Philadelphia’s Market Street is home to some of American history’s most iconic moments and figures.

Thomas Jefferson wrote a draft of the Declaration of Independence at Seventh and Market. Benjamin Franklin lived between Third and Fourth, and Quaker founders had their meeting house on Second. Five founding fathers lived along Market at some point, including James Madison.

Up at Sixth and Market is President’s House, where both George Washington and John Adams ran the country’s first executive branch. Today, the site hosts an exhibition focusing not on our first presidents, but on the slaves who worked there.

And so it seemed the appropriate intersection for the honorary naming Monday of stretches on two of the city’s most traveled roads. Two dozen people gathered outside the Independence Visitor Center for a ceremony christening Market Street between Front Street and Eighth Street as “Avenue of Our Founders,” in honor of the country’s founding fathers. At the same time Sixth between Race Street and Lombard Streets was renamed “Avenue of Freedom” to mark key sites of black American history.

City Council approved the changes in December after encouragement from the Association of Philadelphia Tour Guides, who are gaining national recognition among tour guides in recent years for their efforts to professionalize the trade.

The 10-year-old association was founded after some city guides were caught spreading historically inaccurate information — claiming, for example, that Washington and Lincoln walked Philly’s streets at the same time.

“Today, over 200 people have been trained by us to give historically correct tours around the city,” said Joe Becton, a former National Park Service ranger and one of the handful of tour guides who attended Monday’s ceremony. “We’ve come from the point where everyone was smacking our hand to today putting up signs to identify our stories and identify our history."
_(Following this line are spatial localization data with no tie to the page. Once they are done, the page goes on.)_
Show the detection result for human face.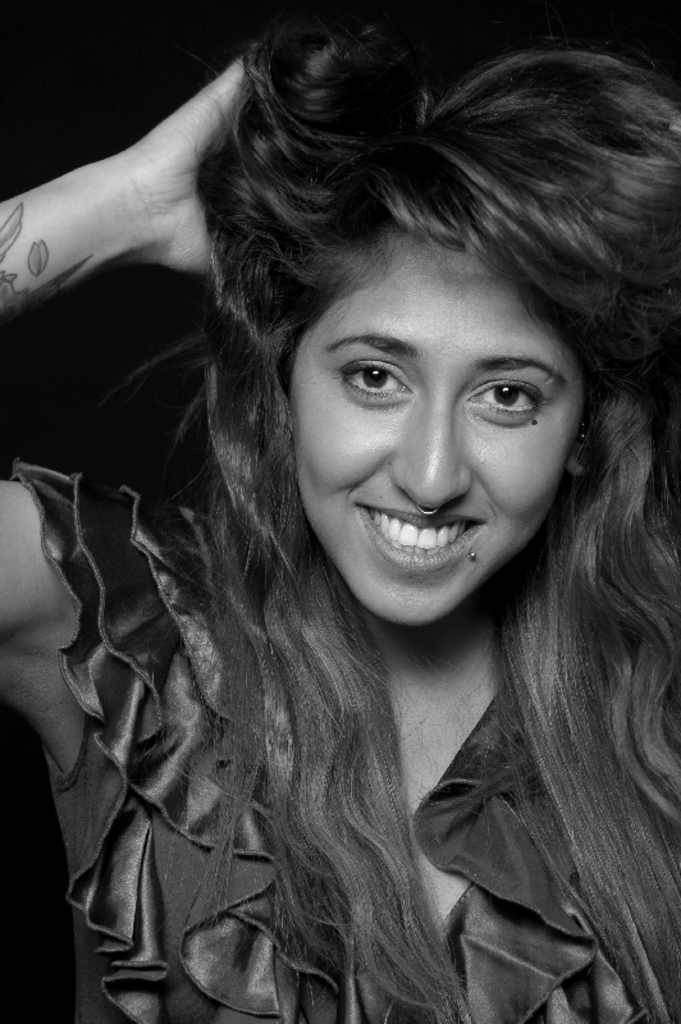
bbox=[285, 224, 580, 627].
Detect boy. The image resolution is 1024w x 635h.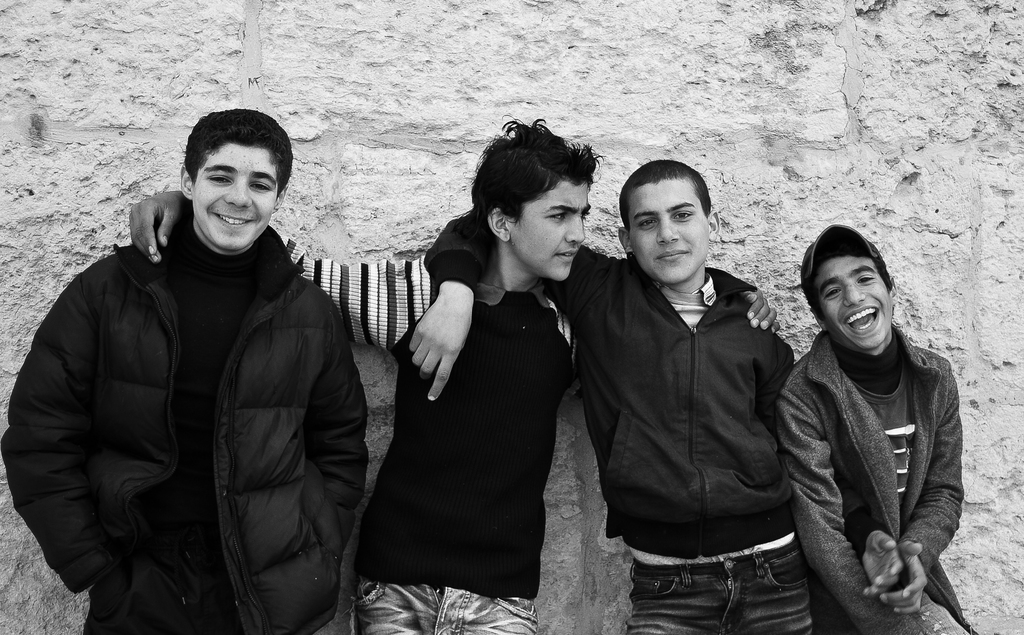
131/118/778/634.
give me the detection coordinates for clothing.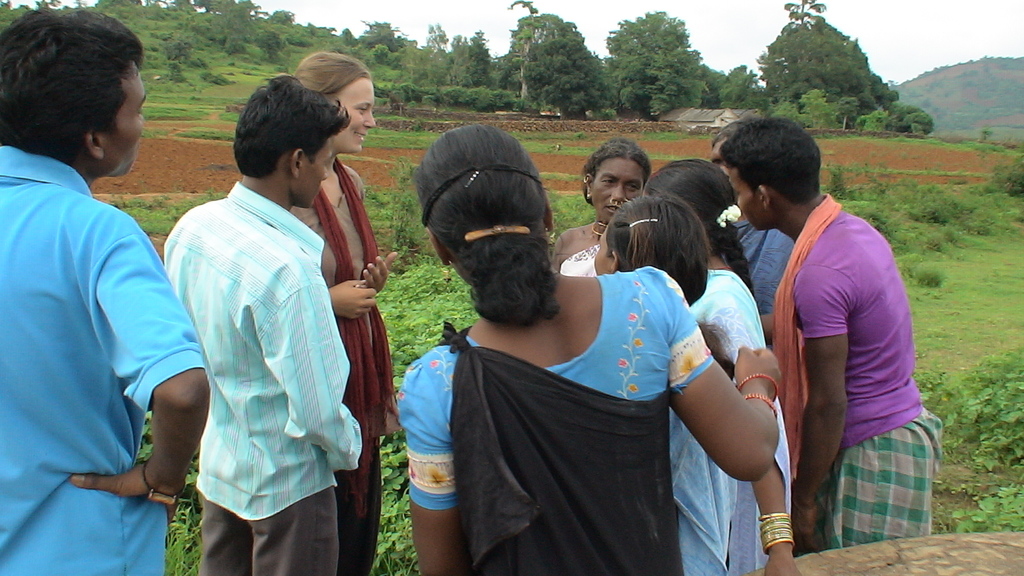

Councilman Mark Squilla, who sponsored the naming resolution, presented two new street signs to Ed Mauger, a founder of the Association of Philadelphia Tour Guides. Another set of new signs were already installed at the intersection, with the new names on red backgrounds under the primary street names. Intersections throughout the designated area will see new honorary street signs as well.
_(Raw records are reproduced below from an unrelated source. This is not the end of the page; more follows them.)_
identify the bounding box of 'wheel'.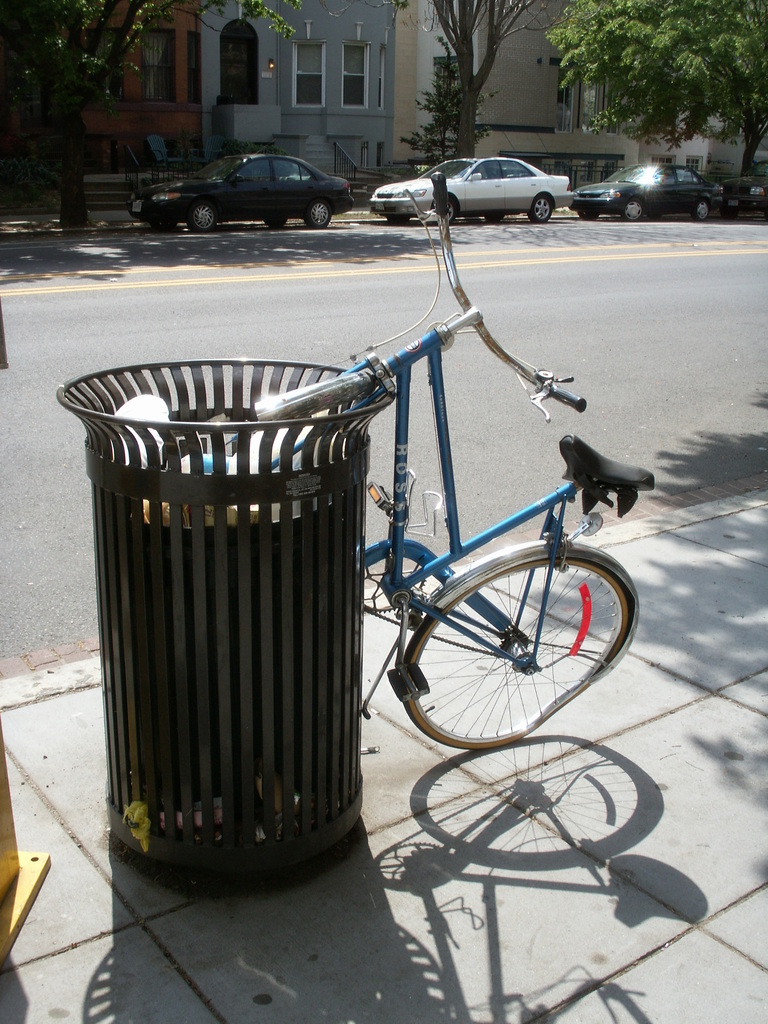
Rect(188, 200, 214, 232).
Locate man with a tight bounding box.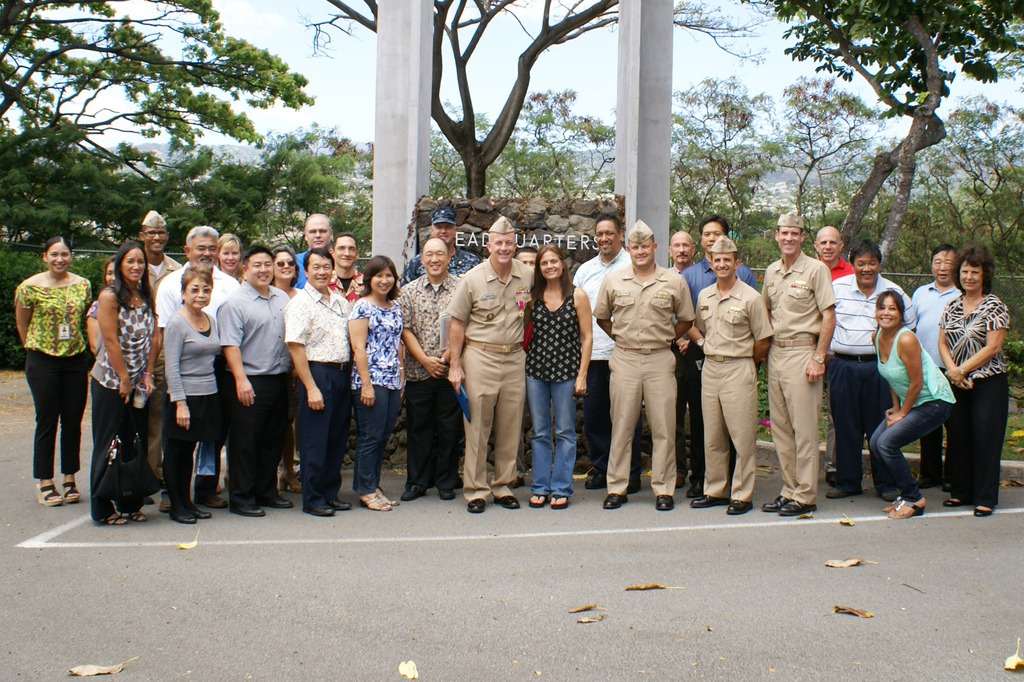
x1=691 y1=235 x2=773 y2=519.
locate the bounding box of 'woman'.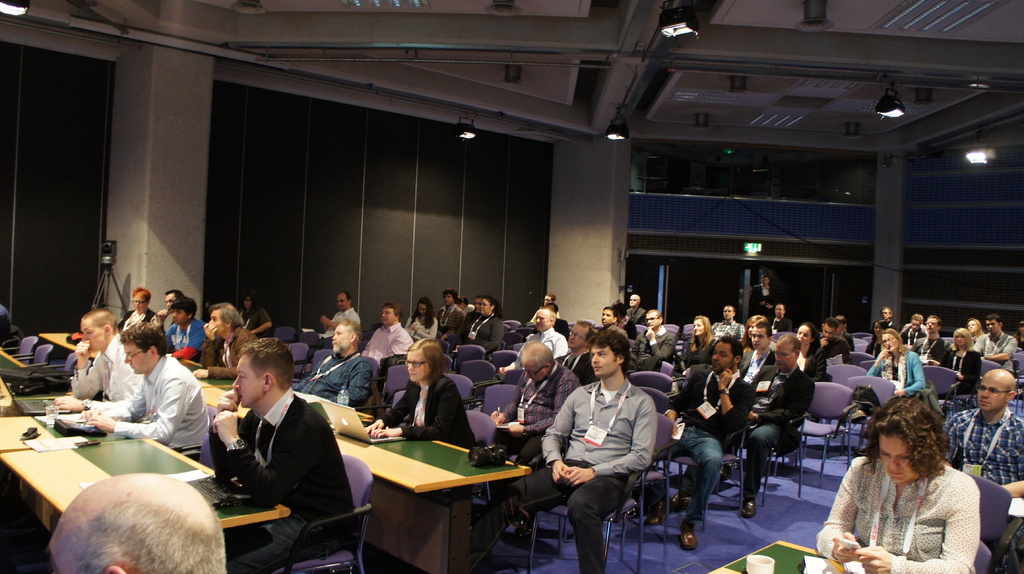
Bounding box: bbox(868, 327, 926, 399).
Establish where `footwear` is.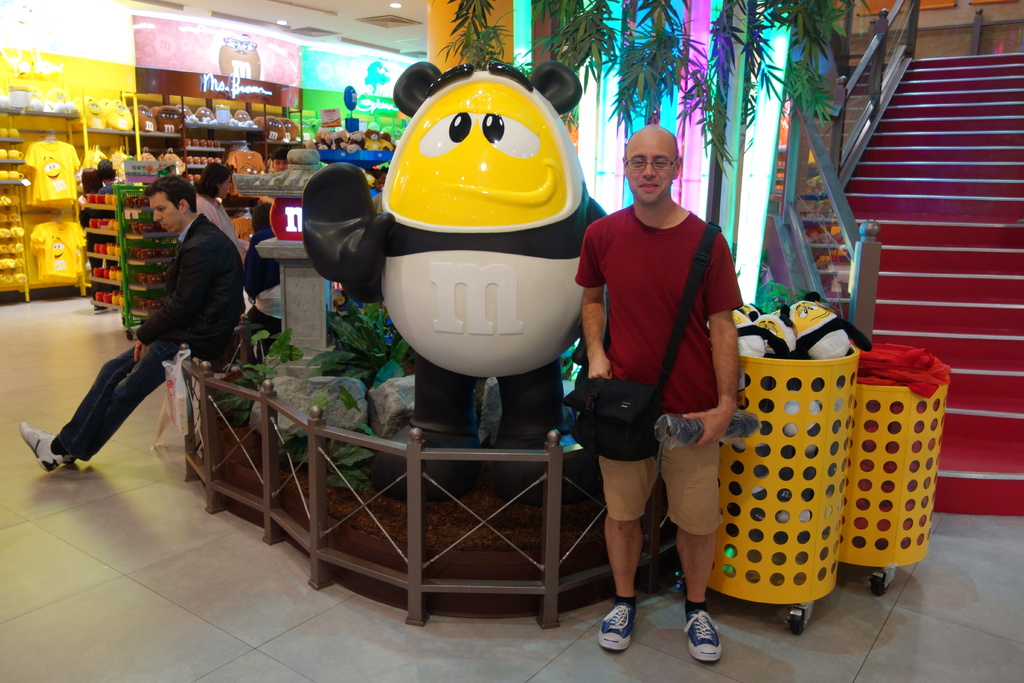
Established at 22,421,65,472.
“America is an invention,” Mauger said. “America was invented in one generation, by the founding fathers, who occupied this street, and their colleagues.” But they left out a race of people, Mauger said, calling historic black civil rights leaders “another group of founding fathers.”

The signs are important, said Bob Skiba, president of tour guides association, because they highlight the area’s forgotten and ignored histories.

“People come to Philadelphia, they look at the Liberty Bell, they look at Independence Hall, and they leave,” he said. "But there’s so many stories here. The more of those stories we can bring forward, the better.”

A part of the President’s House exhibition is dedicated to Ona Judge Staines, who came to Philadelphia from Mount Vernon as Martha Washington’s personal maid. She was never kept in the city for more than six months at a time, to prevent her from becoming a permanent, freed resident. But Judge Staines eventually escaped on a boat to New Hampshire, where she evaded George Washington’s attempts to recapture her, and where she learned to read and write, and lived with her family until her death.

Sixth Street is also the site of Mother Bethel African Methodist Episcopal Church, a hub for the abolitionist movement, said Skiba. The church was founded by Richard Allen, a prominent black bishop, leader and abolitionist. Further north near Race Street was Pennsylvania Hall, the 19th-century abolitionist meeting place which was burned down by antiblack mobs three days after it was completed. The nation’s first stock market was at Market and Front Street — and it also held slave auctions.

Squilla said Philadelphia’s tour guides tell the true, and sometimes unpleasant, stories of the city. The new street signs commemorate “the freedom and liberty that so many people fought for, and that we’re still fighting for today,” he said.

“It’s important to remember that we’re not done fighting," he said, "and to remind people that we have to continue that fight.”